Envy. I’ve never thought of that sin before, and I don’t think I’ve ever envied anybody — especially not for getting a bigger piece of cake! What a funny word. Where can it come from? Latin, I guess. Video, “I see”? Yes, invideo, exactly what Pélican was describing: I look into (my neighbor’s plate).
By the way, for “neighbor”, i.e., the other students, Pélican used the word compagne, literally “someone with whom you share bread”. It’s the official word at Sainte-Blandine (and nowhere else, in my experience — but maybe it’s normal for Catholic schools, I need to ask Justine). At the école laïque, and in the wider world, one says camarade (literally, “someone with whom you share a room”). But camarade is avoided at Sainte-Blandine as a godless Communist word.
Downstairs, I curtsey to the priest, who holds my hands for a few seconds. He’s wearing a white cassock with gold and brown embroidery: flowers, leaves and letters. He looks benign, and tired. Everybody likes him, but I don’t think he has much influence on the school. Or on anything else.

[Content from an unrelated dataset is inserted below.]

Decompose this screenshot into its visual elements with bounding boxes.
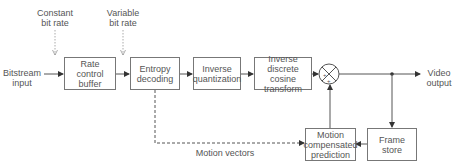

Each large, plump, crown-shaped brioche has already been cut into a dozen clearly unequal pieces. They’re all capped with candied fruit, and lie on lacy paper mats, the trademark of pâtisserie Cassagnol. Anne-Claude’s parents donated the Cartagène, a sweet wine they make, in which you can smell the grapes just as if they were being crushed in front of you. Cami and another mother are pouring full glasses of the golden liquid for the priest, the teachers and themselves. For us, two fingers, which they top up with water.
“What’s this green thing on the brioche?” I ask Cami. “It looks like leek.”
“It’s angelica stem. You only eat it candied. And look at this.” She shows me a pale yellow cube. “Citron. You don’t eat it raw either. But candied, it’s delicious.”